I took the opportunity to slip out of my high heels as Father’s gaze darted over to me, and his hands tightened around the wheels, his knuckles bleeding white as he surged halfway across the room. Maxim’s face was blank, but when I cast him a look, there was something in his eyes... something that put me even more on edge. Which, truly, shouldn’t have been possible.
The tip of the pyramid dug ever deeper into my palm, until I could feel the blood soaking through the fabric of the bandages that covered my wounds. Nerves had me whispering, “Good evening, Father.” I felt like a coward for shrinking in on myself, for my shoulders hunching, as the desire to disappear into the damn wallpaper overcame me.
I’d spent a lifetime trying to hide, but it never worked out. Unless I was with someone like him. Someone dark and dangerous. Someone more powerful than the Bratva Pakhan. Only then would I ever be safe from the monster who had sired me.
His nostrils flared as he maneuvered around the furniture like it was a NASCAR racetrack, and when he finally reached me, it hit me then.
He was in a wheelchair.
He was injured.
He couldn’t walk.
After that display, I had a feeling he was badly in need of glasses, just too prideful to wear them, and I was still terrified of him.
I could run away, just dart out of the room, but Maxim was here. And Victoria wasn’t. She’d made no mention of going for a sleepover earlier, which was something she would have shared with me if this wasn’t impromptu.
That indicated what was going to happen.
Father was going to beat me. Or maybe Maxim was if Father couldn’t manage it.
I could run, but Maxim would catch me. Would bring me back.
And like always, as was my new normal now, Svetlana would cheer on from the sidelines like the demented harpy she was.
Hatred surged inside me like lava bubbling in the pit of a volcano.
The desire to make him scared, to make him hurt, to terrorize him, to make them all scared was so overwhelming that it made my cheeks flush with color when, seconds earlier, I knew I’d paled.
The Irish were worse than the Bratva.
They were smarter, more devious. They ruled with iron fists but diversified. They had power in unusual places, where we scurried about in the shadows, they were New York’s darlings. Not necessarily the older O’Donnelly, but the sons for sure.
Aidan Jr. and Brennan were considered eligible bachelors in need of snatching up by Park Avenue Princesses, and the A-listers who had attended Inessa and Eoghan’s wedding hadn’t been there for the Vasovs—but for the O’Donnellys.
That was power.
That was protection.
And it was within my grasp. Within my reach. I wasn’t about to let anything get in my way.
As he slid toward me, his wheelchair making him faster even as it was harder for him to maneuver through the many pieces of adult Barbie furniture, most of which he collided with, I sucked in a sharp breath, curling my feet into the rug as I murmured, “Is something wrong?”
“Why were you talking to that O’Donnelly cunt today?”
So, the bribe hadn’t been enough to keep my guard quiet.
I should have known.
Inside, I squirmed, but outwardly, I presented as calm a facade as I was able and rasped, “You mean Brennan? He uses the same stables as me.”
Svetlana snorted. “A likely story.” She surged to her feet, smoothing down her dress that was more like a napkin, and murmured, “I’m bored. And hungry. Your heir wants dinner.”
Gaze whipping around to face her, I caught her just in time for her to pat her stomach. The smugness in her smile made sense now.
I’d already been useless to my father if I wasn’t going to marry his Sovietnik and tighten his links with his Two Spies—his generals—but now Svetlana was breeding, and if she gave him a son, then my already precarious situation was a thousand times worse.
And that was nothing to Victoria’s position in this family.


** Directions for this task **
Among the records below, how many lines contain "COMPOUNDPHRASE"? State the number and nothing more.

Start of Recorded data

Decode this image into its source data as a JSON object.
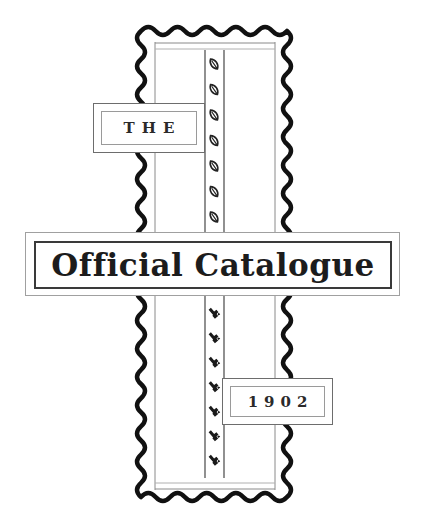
{
  "cover": {
    "top_label": "THE",
    "title": "Official Catalogue",
    "year": "1902"
  },
  "ornaments": {
    "upper_strip_icon": "leaf-icon",
    "upper_strip_count": 7,
    "lower_strip_icon": "hand-pointer-icon",
    "lower_strip_count": 7
  },
  "colors": {
    "ink": "#1c1c1c",
    "rule": "#8a8a8a",
    "paper": "#ffffff"
  }
}
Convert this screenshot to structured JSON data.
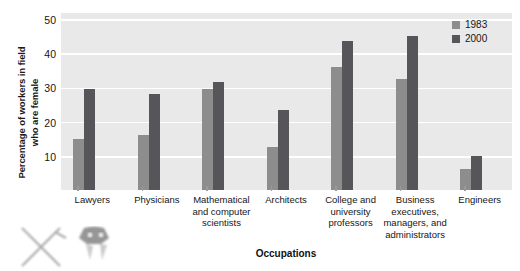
{
  "chart_data": {
    "type": "bar",
    "title": "",
    "xlabel": "Occupations",
    "ylabel": "Percentage of workers in field who are female",
    "ylabel_lines": [
      "Percentage of workers in field",
      "who are female"
    ],
    "ylim": [
      0,
      52
    ],
    "yticks": [
      10,
      20,
      30,
      40,
      50
    ],
    "ytick_labels": [
      "10",
      "20",
      "30",
      "40",
      "50"
    ],
    "grid": true,
    "legend_position": "top-right",
    "categories": [
      "Lawyers",
      "Physicians",
      "Mathematical and computer scientists",
      "Architects",
      "College and university professors",
      "Business executives, managers, and administrators",
      "Engineers"
    ],
    "category_label_lines": [
      [
        "Lawyers"
      ],
      [
        "Physicians"
      ],
      [
        "Mathematical",
        "and computer",
        "scientists"
      ],
      [
        "Architects"
      ],
      [
        "College and",
        "university",
        "professors"
      ],
      [
        "Business",
        "executives,",
        "managers, and",
        "administrators"
      ],
      [
        "Engineers"
      ]
    ],
    "series": [
      {
        "name": "1983",
        "color": "#8d8d8d",
        "values": [
          15,
          16,
          29.5,
          12.5,
          36,
          32.5,
          6
        ]
      },
      {
        "name": "2000",
        "color": "#56565a",
        "values": [
          29.5,
          28,
          31.5,
          23.5,
          43.5,
          45,
          10
        ]
      }
    ]
  },
  "legend": {
    "entries": [
      {
        "label": "1983",
        "color": "#8d8d8d"
      },
      {
        "label": "2000",
        "color": "#56565a"
      }
    ]
  },
  "axes": {
    "x_title": "Occupations",
    "y_title_line1": "Percentage of workers in field",
    "y_title_line2": "who are female"
  },
  "colors": {
    "plot_background": "#e9e9e9",
    "gridline": "#ffffff",
    "series_1983": "#8d8d8d",
    "series_2000": "#56565a",
    "text": "#161616",
    "page_background": "#ffffff"
  }
}
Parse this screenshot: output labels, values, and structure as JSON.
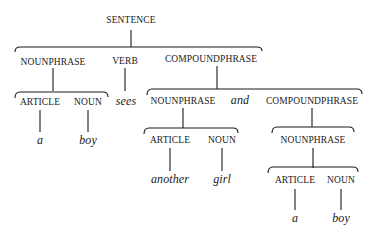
{
  "diagram": {
    "type": "parse-tree",
    "root": {
      "label": "SENTENCE",
      "children": [
        {
          "label": "NOUNPHRASE",
          "children": [
            {
              "label": "ARTICLE",
              "children": [
                {
                  "word": "a"
                }
              ]
            },
            {
              "label": "NOUN",
              "children": [
                {
                  "word": "boy"
                }
              ]
            }
          ]
        },
        {
          "label": "VERB",
          "children": [
            {
              "word": "sees"
            }
          ]
        },
        {
          "label": "COMPOUNDPHRASE",
          "children": [
            {
              "label": "NOUNPHRASE",
              "children": [
                {
                  "label": "ARTICLE",
                  "children": [
                    {
                      "word": "another"
                    }
                  ]
                },
                {
                  "label": "NOUN",
                  "children": [
                    {
                      "word": "girl"
                    }
                  ]
                }
              ]
            },
            {
              "word": "and"
            },
            {
              "label": "COMPOUNDPHRASE",
              "children": [
                {
                  "label": "NOUNPHRASE",
                  "children": [
                    {
                      "label": "ARTICLE",
                      "children": [
                        {
                          "word": "a"
                        }
                      ]
                    },
                    {
                      "label": "NOUN",
                      "children": [
                        {
                          "word": "boy"
                        }
                      ]
                    }
                  ]
                }
              ]
            }
          ]
        }
      ]
    }
  },
  "nodes": {
    "sentence": "SENTENCE",
    "np1": "NOUNPHRASE",
    "verb": "VERB",
    "cp1": "COMPOUNDPHRASE",
    "art1": "ARTICLE",
    "noun1": "NOUN",
    "w_a1": "a",
    "w_boy1": "boy",
    "w_sees": "sees",
    "np2": "NOUNPHRASE",
    "w_and": "and",
    "cp2": "COMPOUNDPHRASE",
    "art2": "ARTICLE",
    "noun2": "NOUN",
    "w_another": "another",
    "w_girl": "girl",
    "np3": "NOUNPHRASE",
    "art3": "ARTICLE",
    "noun3": "NOUN",
    "w_a2": "a",
    "w_boy2": "boy"
  }
}
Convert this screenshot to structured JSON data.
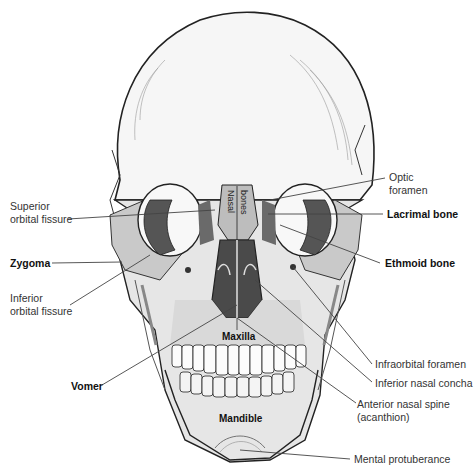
{
  "figure": {
    "labels_left": [
      {
        "id": "superior-orbital-fissure",
        "text": "Superior\norbital fissure",
        "bold": false
      },
      {
        "id": "zygoma",
        "text": "Zygoma",
        "bold": true
      },
      {
        "id": "inferior-orbital-fissure",
        "text": "Inferior\norbital fissure",
        "bold": false
      },
      {
        "id": "vomer",
        "text": "Vomer",
        "bold": true
      }
    ],
    "labels_right": [
      {
        "id": "optic-foramen",
        "text": "Optic\nforamen",
        "bold": false
      },
      {
        "id": "lacrimal-bone",
        "text": "Lacrimal bone",
        "bold": true
      },
      {
        "id": "ethmoid-bone",
        "text": "Ethmoid bone",
        "bold": true
      },
      {
        "id": "infraorbital-foramen",
        "text": "Infraorbital foramen",
        "bold": false
      },
      {
        "id": "inferior-nasal-concha",
        "text": "Inferior nasal concha",
        "bold": false
      },
      {
        "id": "anterior-nasal-spine",
        "text": "Anterior nasal spine\n(acanthion)",
        "bold": false
      },
      {
        "id": "mental-protuberance",
        "text": "Mental protuberance",
        "bold": false
      }
    ],
    "labels_inner": {
      "nasal_left": "Nasal",
      "nasal_right": "bones",
      "maxilla": "Maxilla",
      "mandible": "Mandible"
    },
    "colors": {
      "bone_light": "#f2f2f2",
      "bone_shade": "#d4d4d4",
      "highlight_gray": "#bdbdbd",
      "cavity_dark": "#4a4a4a",
      "ink": "#222222",
      "leader": "#444444"
    }
  }
}
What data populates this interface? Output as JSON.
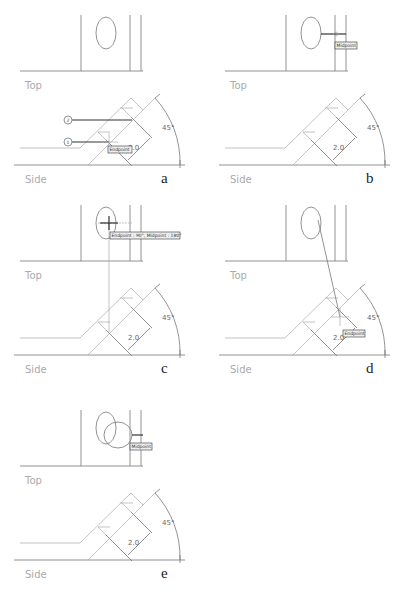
{
  "panels": [
    {
      "id": "a",
      "label": "a",
      "top_label": "Top",
      "side_label": "Side",
      "dim_length": "2.0",
      "dim_angle": "45°",
      "tooltip": "Endpoint",
      "markers": [
        "1",
        "2"
      ]
    },
    {
      "id": "b",
      "label": "b",
      "top_label": "Top",
      "side_label": "Side",
      "dim_length": "2.0",
      "dim_angle": "45°",
      "tooltip": "Midpoint"
    },
    {
      "id": "c",
      "label": "c",
      "top_label": "Top",
      "side_label": "Side",
      "dim_length": "2.0",
      "dim_angle": "45°",
      "tooltip": "Endpoint : 90°, Midpoint : 180°"
    },
    {
      "id": "d",
      "label": "d",
      "top_label": "Top",
      "side_label": "Side",
      "dim_length": "2.0",
      "dim_angle": "45°",
      "tooltip": "Endpoint"
    },
    {
      "id": "e",
      "label": "e",
      "top_label": "Top",
      "side_label": "Side",
      "dim_length": "2.0",
      "dim_angle": "45°",
      "tooltip": "Midpoint"
    }
  ],
  "colors": {
    "line": "#777777",
    "light": "#aaaaaa",
    "dark": "#333333"
  }
}
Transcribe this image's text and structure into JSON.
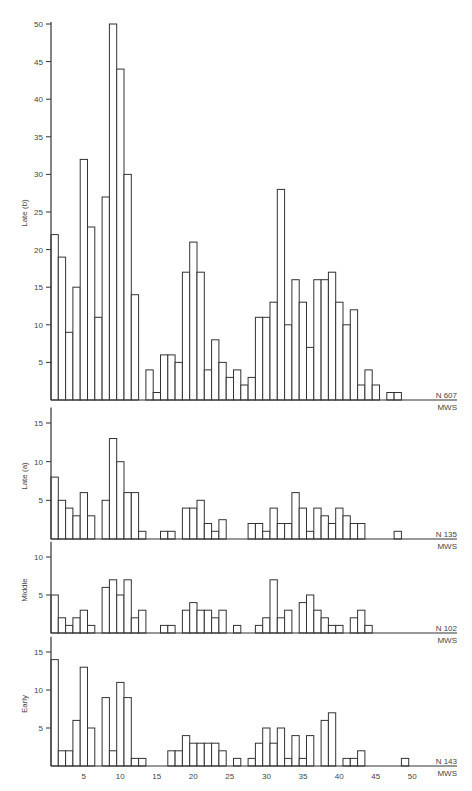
{
  "chart_data": [
    {
      "type": "bar",
      "panel": "Late (b)",
      "ylabel": "Late (b)",
      "xlabel": "MWS",
      "n_label": "N 607",
      "ylim": [
        0,
        50
      ],
      "yticks": [
        5,
        10,
        15,
        20,
        25,
        30,
        35,
        40,
        45,
        50
      ],
      "x": [
        1,
        2,
        3,
        4,
        5,
        6,
        7,
        8,
        9,
        10,
        11,
        12,
        13,
        14,
        15,
        16,
        17,
        18,
        19,
        20,
        21,
        22,
        23,
        24,
        25,
        26,
        27,
        28,
        29,
        30,
        31,
        32,
        33,
        34,
        35,
        36,
        37,
        38,
        39,
        40,
        41,
        42,
        43,
        44,
        45,
        46,
        47,
        48
      ],
      "values": [
        22,
        19,
        9,
        15,
        32,
        23,
        11,
        27,
        50,
        44,
        30,
        14,
        0,
        4,
        1,
        6,
        6,
        5,
        17,
        21,
        17,
        4,
        8,
        5,
        3,
        4,
        2,
        3,
        11,
        11,
        13,
        28,
        10,
        16,
        13,
        7,
        16,
        16,
        17,
        13,
        10,
        12,
        2,
        4,
        2,
        0,
        1,
        1
      ]
    },
    {
      "type": "bar",
      "panel": "Late (a)",
      "ylabel": "Late (a)",
      "xlabel": "MWS",
      "n_label": "N 135",
      "ylim": [
        0,
        15
      ],
      "yticks": [
        5,
        10,
        15
      ],
      "x": [
        1,
        2,
        3,
        4,
        5,
        6,
        7,
        8,
        9,
        10,
        11,
        12,
        13,
        14,
        15,
        16,
        17,
        18,
        19,
        20,
        21,
        22,
        23,
        24,
        25,
        26,
        27,
        28,
        29,
        30,
        31,
        32,
        33,
        34,
        35,
        36,
        37,
        38,
        39,
        40,
        41,
        42,
        43,
        44,
        45,
        46,
        47,
        48
      ],
      "values": [
        8,
        5,
        4,
        3,
        6,
        3,
        0,
        5,
        13,
        10,
        6,
        6,
        1,
        0,
        0,
        1,
        1,
        0,
        4,
        4,
        5,
        2,
        1,
        2.5,
        0,
        0,
        0,
        2,
        2,
        1,
        4,
        2,
        2,
        6,
        4,
        1,
        4,
        3,
        2,
        4,
        3,
        2,
        2,
        0,
        0,
        0,
        0,
        1
      ]
    },
    {
      "type": "bar",
      "panel": "Middle",
      "ylabel": "Middle",
      "xlabel": "MWS",
      "n_label": "N 102",
      "ylim": [
        0,
        10
      ],
      "yticks": [
        5,
        10
      ],
      "x": [
        1,
        2,
        3,
        4,
        5,
        6,
        7,
        8,
        9,
        10,
        11,
        12,
        13,
        14,
        15,
        16,
        17,
        18,
        19,
        20,
        21,
        22,
        23,
        24,
        25,
        26,
        27,
        28,
        29,
        30,
        31,
        32,
        33,
        34,
        35,
        36,
        37,
        38,
        39,
        40,
        41,
        42,
        43,
        44
      ],
      "values": [
        5,
        2,
        1,
        2,
        3,
        1,
        0,
        6,
        7,
        5,
        7,
        2,
        3,
        0,
        0,
        1,
        1,
        0,
        3,
        4,
        3,
        3,
        2,
        3,
        0,
        1,
        0,
        0,
        1,
        2,
        7,
        2,
        3,
        0,
        4,
        5,
        3,
        2,
        1,
        1,
        0,
        2,
        3,
        1
      ]
    },
    {
      "type": "bar",
      "panel": "Early",
      "ylabel": "Early",
      "xlabel": "MWS",
      "n_label": "N 143",
      "ylim": [
        0,
        15
      ],
      "yticks": [
        5,
        10,
        15
      ],
      "xticks": [
        5,
        10,
        15,
        20,
        25,
        30,
        35,
        40,
        45,
        50
      ],
      "x": [
        1,
        2,
        3,
        4,
        5,
        6,
        7,
        8,
        9,
        10,
        11,
        12,
        13,
        14,
        15,
        16,
        17,
        18,
        19,
        20,
        21,
        22,
        23,
        24,
        25,
        26,
        27,
        28,
        29,
        30,
        31,
        32,
        33,
        34,
        35,
        36,
        37,
        38,
        39,
        40,
        41,
        42,
        43,
        44,
        45,
        46,
        47,
        48,
        49
      ],
      "values": [
        14,
        2,
        2,
        6,
        13,
        5,
        0,
        9,
        2,
        11,
        9,
        1,
        1,
        0,
        0,
        0,
        2,
        2,
        4,
        3,
        3,
        3,
        3,
        2,
        0,
        1,
        0,
        1,
        3,
        5,
        3,
        5,
        1,
        4,
        1,
        4,
        0,
        6,
        7,
        0,
        1,
        1,
        2,
        0,
        0,
        0,
        0,
        0,
        1
      ]
    }
  ],
  "layout": {
    "axis_x": 51,
    "px_per_mws": 7.3,
    "axis_right": 457,
    "panels": [
      {
        "baseline": 400,
        "top_value_y": 24,
        "top_value": 50
      },
      {
        "baseline": 539,
        "top_value_y": 423,
        "top_value": 15
      },
      {
        "baseline": 633,
        "top_value_y": 557,
        "top_value": 10
      },
      {
        "baseline": 766,
        "top_value_y": 652,
        "top_value": 15
      }
    ]
  }
}
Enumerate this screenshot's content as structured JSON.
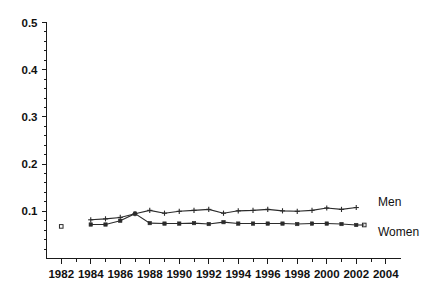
{
  "chart_data": {
    "type": "line",
    "title": "",
    "subtitle": "",
    "xlabel": "",
    "ylabel": "",
    "xlim": [
      1981,
      2005
    ],
    "ylim": [
      0.0,
      0.5
    ],
    "grid": false,
    "legend_position": "right-inline",
    "x_ticks": [
      1982,
      1984,
      1986,
      1988,
      1990,
      1992,
      1994,
      1996,
      1998,
      2000,
      2002,
      2004
    ],
    "x_tick_labels": [
      "1982",
      "1984",
      "1986",
      "1988",
      "1990",
      "1992",
      "1994",
      "1996",
      "1998",
      "2000",
      "2002",
      "2004"
    ],
    "x_minor_ticks": [
      1983,
      1985,
      1987,
      1989,
      1991,
      1993,
      1995,
      1997,
      1999,
      2001,
      2003
    ],
    "y_ticks": [
      0.1,
      0.2,
      0.3,
      0.4,
      0.5
    ],
    "y_tick_labels": [
      "0.1",
      "0.2",
      "0.3",
      "0.4",
      "0.5"
    ],
    "y_minor_ticks": [
      0.02,
      0.04,
      0.06,
      0.08,
      0.12,
      0.14,
      0.16,
      0.18,
      0.22,
      0.24,
      0.26,
      0.28,
      0.32,
      0.34,
      0.36,
      0.38,
      0.42,
      0.44,
      0.46,
      0.48
    ],
    "series": [
      {
        "name": "Men",
        "marker": "plus",
        "color": "#2b2b2b",
        "x": [
          1984,
          1985,
          1986,
          1987,
          1988,
          1989,
          1990,
          1991,
          1992,
          1993,
          1994,
          1995,
          1996,
          1997,
          1998,
          1999,
          2000,
          2001,
          2002
        ],
        "values": [
          0.082,
          0.084,
          0.087,
          0.095,
          0.102,
          0.096,
          0.1,
          0.102,
          0.104,
          0.096,
          0.101,
          0.102,
          0.104,
          0.101,
          0.1,
          0.102,
          0.107,
          0.104,
          0.108
        ]
      },
      {
        "name": "Women",
        "marker": "square-filled",
        "color": "#2b2b2b",
        "x": [
          1984,
          1985,
          1986,
          1987,
          1988,
          1989,
          1990,
          1991,
          1992,
          1993,
          1994,
          1995,
          1996,
          1997,
          1998,
          1999,
          2000,
          2001,
          2002
        ],
        "values": [
          0.072,
          0.072,
          0.08,
          0.095,
          0.075,
          0.074,
          0.074,
          0.075,
          0.073,
          0.077,
          0.074,
          0.074,
          0.074,
          0.074,
          0.073,
          0.074,
          0.074,
          0.073,
          0.071
        ]
      },
      {
        "name": "isolated-1982",
        "marker": "square-open",
        "color": "#2b2b2b",
        "x": [
          1982
        ],
        "values": [
          0.068
        ]
      }
    ],
    "legend": [
      {
        "label": "Men",
        "marker": "plus"
      },
      {
        "label": "Women",
        "marker": "square-filled"
      }
    ]
  }
}
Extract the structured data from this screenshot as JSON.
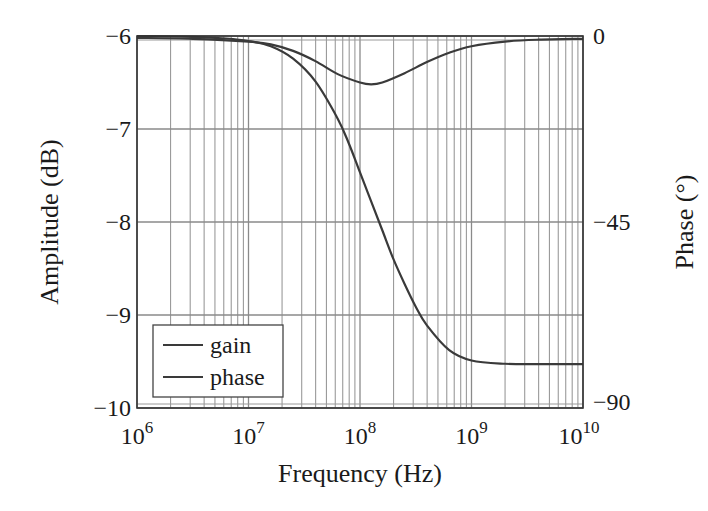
{
  "chart_data": {
    "type": "line",
    "title": "",
    "xlabel": "Frequency (Hz)",
    "ylabel": "Amplitude (dB)",
    "y2label": "Phase (°)",
    "xscale": "log",
    "xlim": [
      1000000,
      10000000000
    ],
    "ylim": [
      -10,
      -6
    ],
    "y2lim": [
      -90,
      0
    ],
    "x_ticks": [
      {
        "exp": 6,
        "base": "10",
        "sup": "6"
      },
      {
        "exp": 7,
        "base": "10",
        "sup": "7"
      },
      {
        "exp": 8,
        "base": "10",
        "sup": "8"
      },
      {
        "exp": 9,
        "base": "10",
        "sup": "9"
      },
      {
        "exp": 10,
        "base": "10",
        "sup": "10"
      }
    ],
    "y_ticks": [
      {
        "value": -6,
        "label": "−6"
      },
      {
        "value": -7,
        "label": "−7"
      },
      {
        "value": -8,
        "label": "−8"
      },
      {
        "value": -9,
        "label": "−9"
      },
      {
        "value": -10,
        "label": "−10"
      }
    ],
    "y2_ticks": [
      {
        "value": 0,
        "label": "0"
      },
      {
        "value": -45,
        "label": "−45"
      },
      {
        "value": -90,
        "label": "−90"
      }
    ],
    "grid": true,
    "legend_position": "lower left",
    "series": [
      {
        "name": "gain",
        "axis": "left",
        "color": "#3a3a3a",
        "log10_x": [
          6.0,
          6.5,
          7.0,
          7.2,
          7.4,
          7.6,
          7.8,
          8.0,
          8.1,
          8.2,
          8.4,
          8.6,
          8.8,
          9.0,
          9.3,
          9.6,
          10.0
        ],
        "values": [
          -6.02,
          -6.03,
          -6.06,
          -6.09,
          -6.16,
          -6.27,
          -6.41,
          -6.5,
          -6.52,
          -6.5,
          -6.4,
          -6.28,
          -6.18,
          -6.11,
          -6.06,
          -6.04,
          -6.03
        ]
      },
      {
        "name": "phase",
        "axis": "right",
        "color": "#3a3a3a",
        "log10_x": [
          6.0,
          6.5,
          6.8,
          7.0,
          7.2,
          7.4,
          7.6,
          7.8,
          7.9,
          8.0,
          8.1,
          8.2,
          8.3,
          8.4,
          8.5,
          8.6,
          8.8,
          9.0,
          9.3,
          9.6,
          10.0
        ],
        "values": [
          0,
          -0.2,
          -0.6,
          -1.2,
          -2.5,
          -5.5,
          -11,
          -20,
          -26,
          -33,
          -40,
          -47,
          -54,
          -60,
          -65.5,
          -70,
          -76,
          -78.5,
          -79.3,
          -79.4,
          -79.4
        ]
      }
    ]
  }
}
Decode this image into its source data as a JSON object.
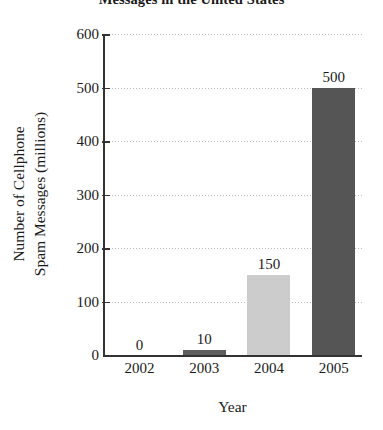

End of Recorded data

** Response **
4